The undersea lair of a giant worm that ambushed passing marine creatures 20m years ago has been uncovered by fossil hunters in Taiwan.

Researchers believe the 2-metre-long burrow found in ancient marine sediment once housed a prehistoric predator that burst out of the seabed and dragged unsuspecting animals down into its lair.

The creature may have been similar to the ferocious “Bobbit worms” of today that lie in wait in sandy seafloor burrows with antennae protruding to sense passersby. Though soft-bodied, the worms possess sharp and powerful jaws that can slice a fish in two.

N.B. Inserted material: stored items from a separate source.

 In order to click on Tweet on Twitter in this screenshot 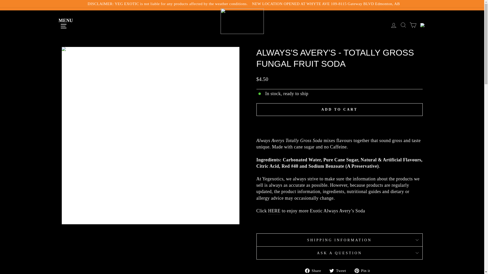, I will do `click(340, 271)`.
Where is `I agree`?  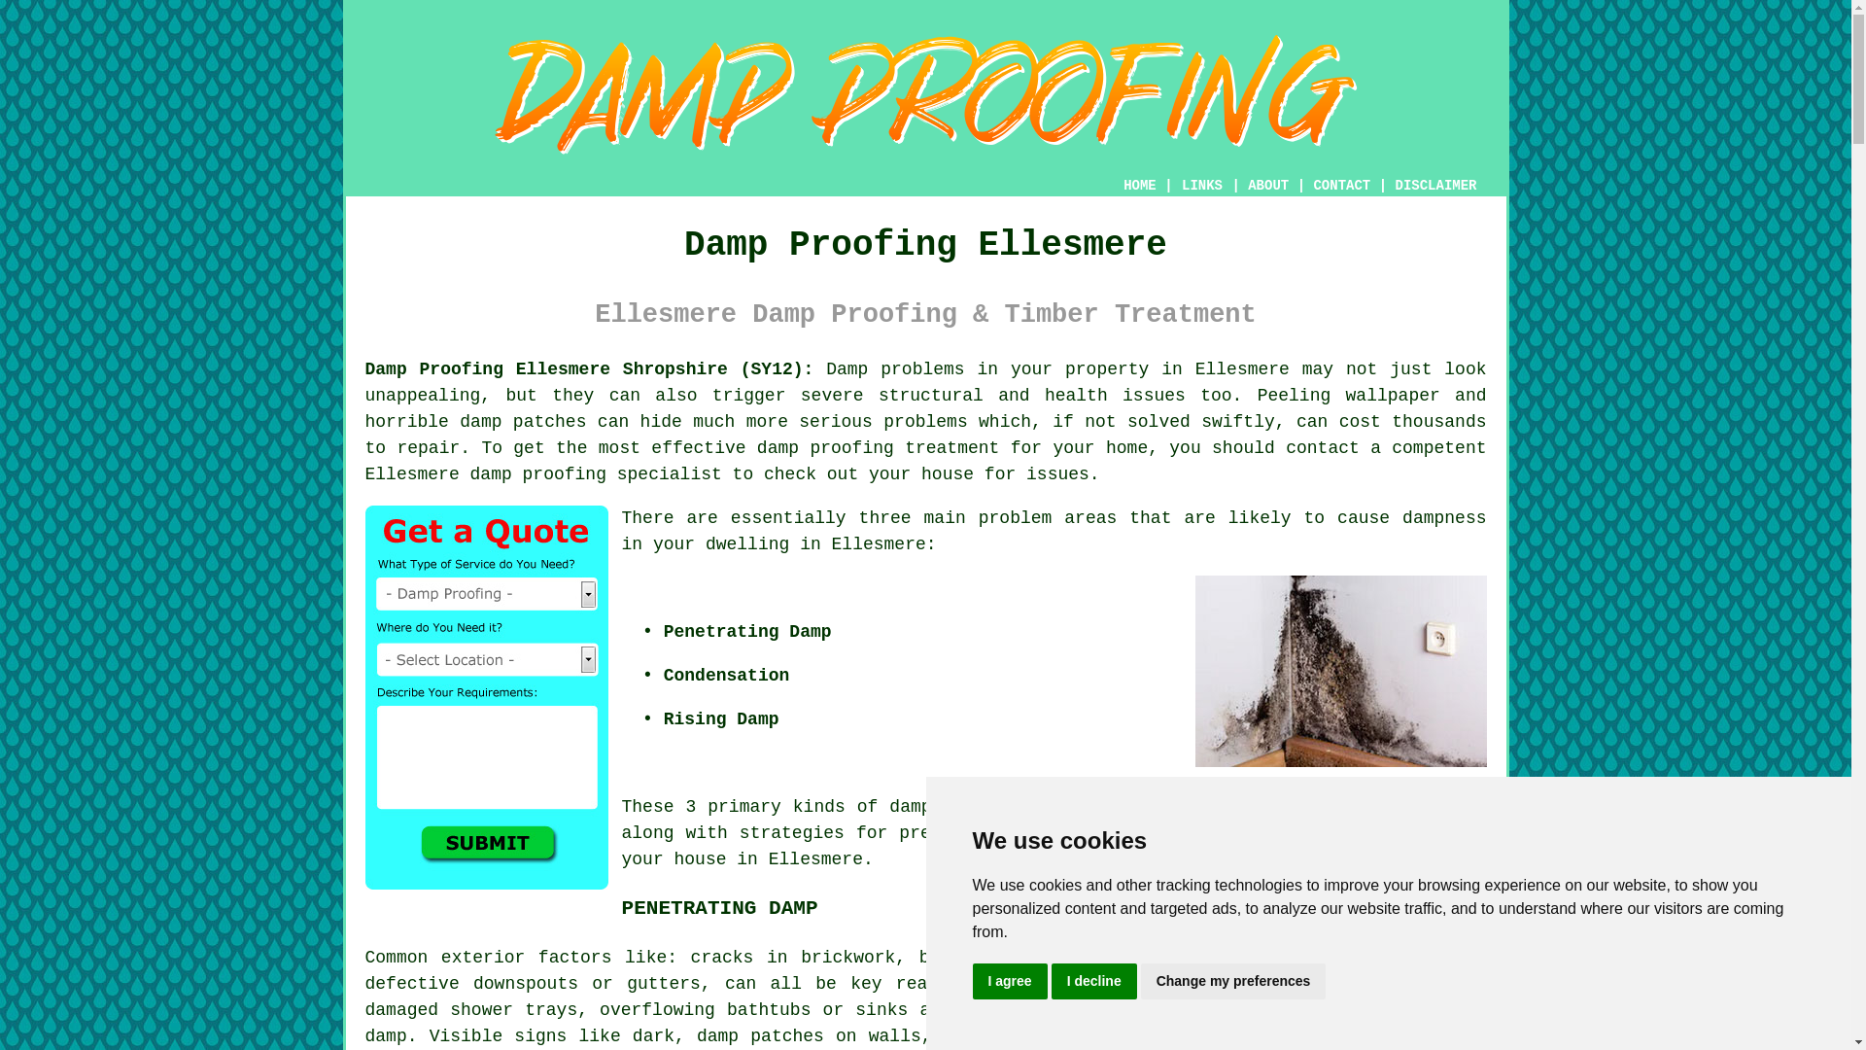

“After 20m years, it’s not possible to say whether this was made by an ancestor of the Bobbit worm or another predatory worm that worked in more or less the same way,” said Prof Ludvig Löwemark, a sedimentologist at National Taiwan University. “There’s huge variation in Bobbit worm behaviour, but this seems very similar to the shallow water worms that reach out, grab fish and pull them down.”

An illustration shows how the worms may have captured their prey. Photograph: Supplied

Bobbit worms, or Eunice aphroditois, take their names from the John and Lorena Bobbitt case, in which the latter – after years of physical and sexual abuse – cut off the former’s penis with a kitchen knife.

Löwemark and his colleagues discovered the fossilised lair and others like it while studying 20m-year-old sedimentary rock on the north-eastern coast of Taiwan. The burrows are strengthened with mucus and are more resilient to weathering, meaning they sometimes protrude from the fine sandstone rock faces.

The scientists were initially mystified by the trace fossils, but gradually converged on a likely suspect. At the top of the 3cm-wide burrows they noticed a distinctive pattern that looked like several inverted funnels stacked on top of each other. This gave the opening of the lair a feathered appearance in cross-section.

Having ruled out other burrowing creatures such as shrimp, and marks left by stingrays that blast the seabed with water jets to expose cowering prey, the researchers concluded the feathered entrance to the lair was caused by a hunting strategy similar to the Bobbit worm’s.

When the worms pull their prey down into their lair, the top of the burrow collapses and the worms have to rebuild it before ambushing their next meal. “This results in the stack of cone-in-cone structures that form the ‘feathers’ around the uppermost part of the tube,” said Löwemark.

Researchers discovered 319 of the shallow burrows in 20m-year-old sandstone. Photograph: Supplied

Writing in the journal Scientific Reports, the researchers describe 319 such shallow water burrows preserved in 20m-year-old sandstone in Yehliu Geopark and on the nearby Badouzi promontory, suggesting the local seafloor was colonised with the beasts. The trace fossil burrows, named Pennichnus formosae, are vertical for the top metre, then run horizontal for another metre or so, perhaps because deeper sediment is harder to burrow into, and the water there is less oxygenated. Bobbit worms breathe by absorbing oxygen through their skin.

The researchers hoped the burrows might contain fossilised remains of prey or the worms themselves, but have found none so far. One reason, Löwemark said, is that burrowing worms often inject their faeces into the water and let it drift away, spreading bone fragments from past meals far and wide.

Löwemark harbours a dream to study Bobbit worms in the wild one day. “They are impressive animals,” he said. “You don’t necessarily want to snorkel too close if you find one.”